A winner of the 2022 92Y’s Discovery Contest, we are made to witness, Allen’s poem here as a tour de force of complex historicity in its execution and deliverance as a play on a singular word with various ties to her home city of Chicago. “Drill” provides an intimate look into family legacy entrenched within systemic violence, where the poet champions all possible iterations of the word and its complicated histories within the Windy City. Allen gives us the ability to speak against and to conditions of surveill ance and state sanctioned violence within US cities that have long been subject to political sabotage and retaliation for decades.
Audre Lorde— “A Song for Many Movements”
An opponent of silence, the legendary poet Audre Lorde takes you through the gallows of what remains after revolution, or at least its attempt. In what feels part warning, part prophecy, the poem conveys a similar sentiment that can be appreciated in today’s current political climate. According to Lorde it is our responsibility to act instead of faltering to silence.
Danez Smith—”An Elegy for My Neighbor, Renee Nicole Good”
In what reads as an open letter, Smith Minneapolis born, writes an elegy that brings home the proximity each of us have to one another as well as that to the outfitted dogs in uniforms federally sanctioned to openly terrorize the American public, Smith’s neighbor of the Twin Cities being one of their latest victims. Smith openly praises Good’s determination around community care just moments before being gunned down. This poem doesn’t hold us up in dreamy language, but gets right at the core of what each of us as citizens and more importantly, neighbors are up against in today’s America. From one poet to the next Smith pays their condolences in the only way wordsmiths know how, while brilliantly exemplifying the kind of love each of us should have for one another’s existence.
Karisma Price— “After the 1916 Film”
New Orleans bred and born Karisma Price’s speaker displays a sharp inquisitive nature on full display in this poem, wherein the speaker’s response to a 1916 race film draws upon some of the speaker’s own declarative statements about the self and race. Price inquires about an all black-cast and the ensemble of respectability/civility. What does it mean when the body is deemed a skill and/or a sentence that isn’t allowed to end ?
Aurielle Marie— “gxrl gospel ii: when thrown against a sharp white background”
Holy in its rollick and reckoning, this poem is a juggernaut of language and resistance.

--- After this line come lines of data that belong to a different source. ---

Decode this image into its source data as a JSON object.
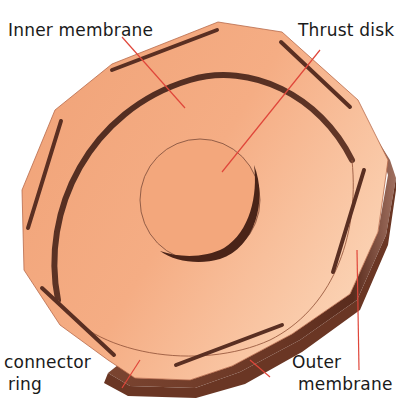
{
  "diagram": {
    "colors": {
      "face": "#f3a77c",
      "face_light": "#f8c6a4",
      "side_wall": "#6b3a28",
      "slot": "#5a2f22",
      "leader_line": "#e0463a",
      "label_text": "#1a1a1a"
    },
    "labels": [
      {
        "id": "inner-membrane",
        "text": "Inner membrane",
        "line": "Inner membrane"
      },
      {
        "id": "thrust-disk",
        "text": "Thrust disk",
        "line": "Thrust disk"
      },
      {
        "id": "connector-ring",
        "text": "connector ring",
        "line1": "connector",
        "line2": "ring"
      },
      {
        "id": "outer-membrane",
        "text": "Outer membrane",
        "line1": "Outer",
        "line2": "membrane"
      }
    ]
  }
}
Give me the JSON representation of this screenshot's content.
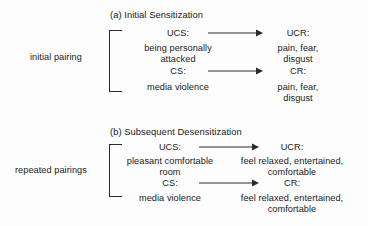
{
  "figure": {
    "kind": "classical-conditioning-diagram",
    "ink_color": "#1a1a1a",
    "background_color": "#fdfdfd",
    "arrow_color": "#2b2b2b"
  },
  "panels": [
    {
      "id": "a",
      "title": "(a) Initial Sensitization",
      "pairing_label": "initial pairing",
      "rows": [
        {
          "stimulus_code": "UCS:",
          "stimulus_text": "being personally\nattacked",
          "stimulus_line1": "being personally",
          "stimulus_line2": "attacked",
          "response_code": "UCR:",
          "response_text": "pain, fear,\ndisgust",
          "response_line1": "pain, fear,",
          "response_line2": "disgust"
        },
        {
          "stimulus_code": "CS:",
          "stimulus_text": "media violence",
          "stimulus_line1": "media violence",
          "stimulus_line2": "",
          "response_code": "CR:",
          "response_text": "pain, fear,\ndisgust",
          "response_line1": "pain, fear,",
          "response_line2": "disgust"
        }
      ]
    },
    {
      "id": "b",
      "title": "(b) Subsequent Desensitization",
      "pairing_label": "repeated pairings",
      "rows": [
        {
          "stimulus_code": "UCS:",
          "stimulus_text": "pleasant comfortable\nroom",
          "stimulus_line1": "pleasant comfortable",
          "stimulus_line2": "room",
          "response_code": "UCR:",
          "response_text": "feel relaxed, entertained,\ncomfortable",
          "response_line1": "feel relaxed, entertained,",
          "response_line2": "comfortable"
        },
        {
          "stimulus_code": "CS:",
          "stimulus_text": "media violence",
          "stimulus_line1": "media violence",
          "stimulus_line2": "",
          "response_code": "CR:",
          "response_text": "feel relaxed, entertained,\ncomfortable",
          "response_line1": "feel relaxed, entertained,",
          "response_line2": "comfortable"
        }
      ]
    }
  ]
}
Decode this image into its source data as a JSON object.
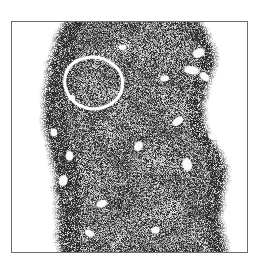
{
  "figure": {
    "domain": "Natural-Image",
    "kind": "histopathology-micrograph",
    "caption": "",
    "modality": "light microscopy, grayscale",
    "title": ""
  },
  "frame": {
    "x": 11,
    "y": 21,
    "width": 237,
    "height": 232,
    "border_color": "#6b6b6b",
    "border_width": 1,
    "background_color": "#ffffff"
  },
  "image": {
    "background_color": "#ffffff",
    "tissue_mid_gray": "#8f8f8f",
    "tissue_dark_gray": "#3a3a3a",
    "tissue_light_gray": "#c9c9c9",
    "speckle_black": "#1a1a1a",
    "lacuna_white": "#fbfbfb",
    "description": "Dense speckled lymphoid tissue band running top to bottom, occupying the left-centre through right of the frame, with white slide background along the left margin and upper-right corner.",
    "tissue_outline_left": [
      [
        0.2,
        0.0
      ],
      [
        0.165,
        0.06
      ],
      [
        0.145,
        0.13
      ],
      [
        0.125,
        0.21
      ],
      [
        0.115,
        0.3
      ],
      [
        0.112,
        0.39
      ],
      [
        0.118,
        0.47
      ],
      [
        0.132,
        0.55
      ],
      [
        0.15,
        0.62
      ],
      [
        0.162,
        0.69
      ],
      [
        0.168,
        0.76
      ],
      [
        0.17,
        0.84
      ],
      [
        0.172,
        0.92
      ],
      [
        0.178,
        1.0
      ]
    ],
    "tissue_outline_right": [
      [
        0.82,
        0.0
      ],
      [
        0.855,
        0.05
      ],
      [
        0.875,
        0.11
      ],
      [
        0.88,
        0.18
      ],
      [
        0.862,
        0.25
      ],
      [
        0.84,
        0.32
      ],
      [
        0.832,
        0.39
      ],
      [
        0.845,
        0.46
      ],
      [
        0.88,
        0.52
      ],
      [
        0.915,
        0.58
      ],
      [
        0.935,
        0.64
      ],
      [
        0.93,
        0.71
      ],
      [
        0.912,
        0.78
      ],
      [
        0.905,
        0.85
      ],
      [
        0.915,
        0.92
      ],
      [
        0.93,
        1.0
      ]
    ]
  },
  "annotation": {
    "type": "hand-drawn-circle",
    "color": "#ffffff",
    "stroke_width": 3,
    "label": "",
    "center_x": 0.345,
    "center_y": 0.262,
    "radius_x": 0.125,
    "radius_y": 0.118,
    "vertices": [
      [
        0.27,
        0.17
      ],
      [
        0.32,
        0.152
      ],
      [
        0.372,
        0.152
      ],
      [
        0.414,
        0.172
      ],
      [
        0.45,
        0.2
      ],
      [
        0.47,
        0.238
      ],
      [
        0.472,
        0.282
      ],
      [
        0.458,
        0.322
      ],
      [
        0.43,
        0.352
      ],
      [
        0.392,
        0.372
      ],
      [
        0.348,
        0.38
      ],
      [
        0.306,
        0.372
      ],
      [
        0.268,
        0.352
      ],
      [
        0.24,
        0.32
      ],
      [
        0.224,
        0.28
      ],
      [
        0.224,
        0.236
      ],
      [
        0.24,
        0.198
      ]
    ]
  },
  "features": {
    "follicle_centers": [
      {
        "cx": 0.345,
        "cy": 0.262,
        "r": 0.1,
        "tone": "#a8a8a8"
      },
      {
        "cx": 0.56,
        "cy": 0.135,
        "r": 0.072,
        "tone": "#a4a4a4"
      },
      {
        "cx": 0.64,
        "cy": 0.33,
        "r": 0.078,
        "tone": "#a6a6a6"
      },
      {
        "cx": 0.42,
        "cy": 0.48,
        "r": 0.085,
        "tone": "#a2a2a2"
      },
      {
        "cx": 0.6,
        "cy": 0.6,
        "r": 0.08,
        "tone": "#a5a5a5"
      },
      {
        "cx": 0.38,
        "cy": 0.7,
        "r": 0.09,
        "tone": "#a6a6a6"
      },
      {
        "cx": 0.68,
        "cy": 0.82,
        "r": 0.075,
        "tone": "#a3a3a3"
      },
      {
        "cx": 0.3,
        "cy": 0.88,
        "r": 0.065,
        "tone": "#a4a4a4"
      },
      {
        "cx": 0.79,
        "cy": 0.47,
        "r": 0.06,
        "tone": "#a0a0a0"
      }
    ],
    "lacunae": [
      {
        "cx": 0.795,
        "cy": 0.135,
        "rx": 0.022,
        "ry": 0.014,
        "rot": -25
      },
      {
        "cx": 0.765,
        "cy": 0.21,
        "rx": 0.028,
        "ry": 0.013,
        "rot": 10
      },
      {
        "cx": 0.82,
        "cy": 0.238,
        "rx": 0.02,
        "ry": 0.012,
        "rot": 40
      },
      {
        "cx": 0.65,
        "cy": 0.245,
        "rx": 0.016,
        "ry": 0.01,
        "rot": 0
      },
      {
        "cx": 0.705,
        "cy": 0.432,
        "rx": 0.022,
        "ry": 0.012,
        "rot": -35
      },
      {
        "cx": 0.855,
        "cy": 0.498,
        "rx": 0.017,
        "ry": 0.011,
        "rot": 20
      },
      {
        "cx": 0.538,
        "cy": 0.54,
        "rx": 0.013,
        "ry": 0.019,
        "rot": 30
      },
      {
        "cx": 0.745,
        "cy": 0.62,
        "rx": 0.015,
        "ry": 0.024,
        "rot": -15
      },
      {
        "cx": 0.245,
        "cy": 0.582,
        "rx": 0.012,
        "ry": 0.018,
        "rot": 0
      },
      {
        "cx": 0.218,
        "cy": 0.69,
        "rx": 0.014,
        "ry": 0.02,
        "rot": 15
      },
      {
        "cx": 0.382,
        "cy": 0.79,
        "rx": 0.02,
        "ry": 0.011,
        "rot": -20
      },
      {
        "cx": 0.33,
        "cy": 0.918,
        "rx": 0.018,
        "ry": 0.01,
        "rot": 25
      },
      {
        "cx": 0.61,
        "cy": 0.905,
        "rx": 0.016,
        "ry": 0.011,
        "rot": -10
      },
      {
        "cx": 0.47,
        "cy": 0.11,
        "rx": 0.013,
        "ry": 0.009,
        "rot": 0
      },
      {
        "cx": 0.255,
        "cy": 0.33,
        "rx": 0.012,
        "ry": 0.009,
        "rot": 0
      },
      {
        "cx": 0.178,
        "cy": 0.48,
        "rx": 0.011,
        "ry": 0.015,
        "rot": 0
      }
    ]
  }
}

Activist and poet Aurielle Marie comes to testify in this poem and does not disappoint. Conveying what it is like being the only black woman in the room, we are given an in-depth look into the feeling of that kind of all too familiar entrapment. Reminiscent of an investigation such as Marlon T. Riggs’ Black Is…Black Ain’t, Marie gives us a poem that engages a similar sentiment from the perspective of a black queer woman.
June Jordan— “Poem About My Rights”
A poem so ahead of its time, and yet such a timely piece for when it was written,Poet and teacher June Jordan gives us a means of seeing a poem do so much with what it has. Particularly on days where I feel like I am not enough in my own body, in this poem Jordan reminds me that “I am not wrong: Wrong is not my name.” When considering a poem that speaks to living under the current pressures of today, Jordan reminds us that our autonomy is ours and that our bodies are not merely disposable to be used up and spit out by the statues of power..

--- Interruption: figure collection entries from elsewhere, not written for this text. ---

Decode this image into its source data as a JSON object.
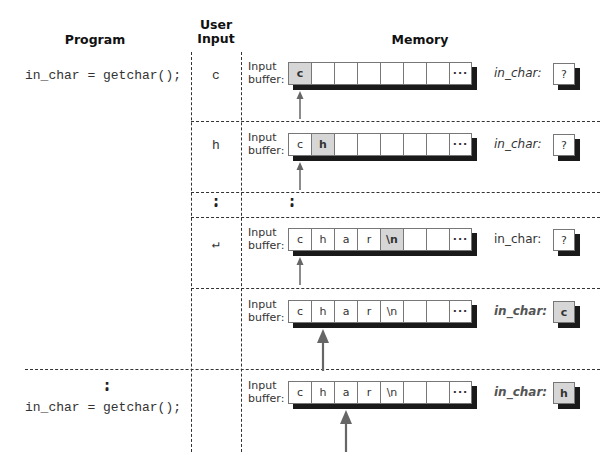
{
  "headers": {
    "program": "Program",
    "user_input_line1": "User",
    "user_input_line2": "Input",
    "memory": "Memory"
  },
  "program": {
    "stmt1": "in_char = getchar();",
    "stmt2": "in_char = getchar();",
    "ellipsis": "⋮"
  },
  "user_inputs": [
    "c",
    "h",
    "⋮",
    "↵",
    ""
  ],
  "buffer_label": {
    "line1": "Input",
    "line2": "buffer:"
  },
  "rows": [
    {
      "cells": [
        "c",
        "",
        "",
        "",
        "",
        "",
        "",
        "···"
      ],
      "highlight": 0,
      "var_label": "in_char:",
      "var_value": "?",
      "var_hl": false,
      "arrow_cell": 0,
      "arrow_large": false
    },
    {
      "cells": [
        "c",
        "h",
        "",
        "",
        "",
        "",
        "",
        "···"
      ],
      "highlight": 1,
      "var_label": "in_char:",
      "var_value": "?",
      "var_hl": false,
      "arrow_cell": 0,
      "arrow_large": false
    },
    {
      "cells": [
        "c",
        "h",
        "a",
        "r",
        "\\n",
        "",
        "",
        "···"
      ],
      "highlight": 4,
      "var_label": "in_char:",
      "var_value": "?",
      "var_hl": false,
      "arrow_cell": 0,
      "arrow_large": false
    },
    {
      "cells": [
        "c",
        "h",
        "a",
        "r",
        "\\n",
        "",
        "",
        "···"
      ],
      "highlight": -1,
      "var_label": "in_char:",
      "var_value": "c",
      "var_hl": true,
      "arrow_cell": 1,
      "arrow_large": true
    },
    {
      "cells": [
        "c",
        "h",
        "a",
        "r",
        "\\n",
        "",
        "",
        "···"
      ],
      "highlight": -1,
      "var_label": "in_char:",
      "var_value": "h",
      "var_hl": true,
      "arrow_cell": 2,
      "arrow_large": true
    }
  ],
  "memory_ellipsis": "⋮",
  "colors": {
    "highlight": "#d6d6d6",
    "shadow": "#1a1a1a",
    "arrow": "#666666",
    "dash": "#333333"
  }
}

A poet lost to police violence, and gone too soon was Dumas’ emergent voice and style of poetry that spoke to the urban underbelly of America. With his invocations of particular African Traditional Religious deities and imagery met with the Southern roots African Americans share as a result of the aftermath of slavery, Dumas channels the ancestors to exemplify the resilience of a determined people.
brittny ray crowell—i’m not here to talk about the rats or roaches
Holding space for the sacred in what others would deem scarcity and lack, crowell holds out mercy for humble beginnings. The visceral imagery within the poem alone activates the blood and bone of memory. Finding pride in what so many work years to disassociate themselves with, this poem finds the glory of growing up between the ashy legs and feet of siblings and cousins, or cousins as siblings. Extended family and extensions of love are encapsulated in this dazzling poem that reminds us there can be beauty in the struggle.
Wanda Coleman—American Sonnet 91
Acknowledged by Terrance Hayes as the poet to modernize the sonnet form into one capable of holding much more than imagined, the American sonnet is the incredible invent of a Black woman that wrote poems out of Los Angeles California which reflected the conditions of life during the active years of Coleman’s writing. Haunted but also lyrical, Coleman tackled what most formal poets looked down upon and did not consider worthwhile poetics. Coleman reminds us that the content of our lives are still worth pockets of beauty and song, despite how turbulent the times.
Educator and Co-founder of Cave Canem, I am taken by having sat in front of him as a student for two weeks out of the summer, and for his expressant tenderness, and care taken to address his students during these turbulent times. Listening to Eady’s performance of the piece, chosen to be read for the New York mayoral inauguration of Zohran Mamdani, I was so incredibly moved by the sincerity in the poem’s tone and repetition in places that I had forgotten could be broken, and thus places that could use a healing touch. Proof, and its dedication to his trans, fat, and other alt forms of being embodied students including myself was allowed to feel held in those six some odd minutes. In a time of such intense cruelty, Eady provided a balm to the rest of us seeking refuge from the onslaught of transphobia and the intense rise of racial violence brewing in the country and around the world.
Jari Bradley is a Black transmasculine poet and scholar. Originally from San Francisco, they live in Houston.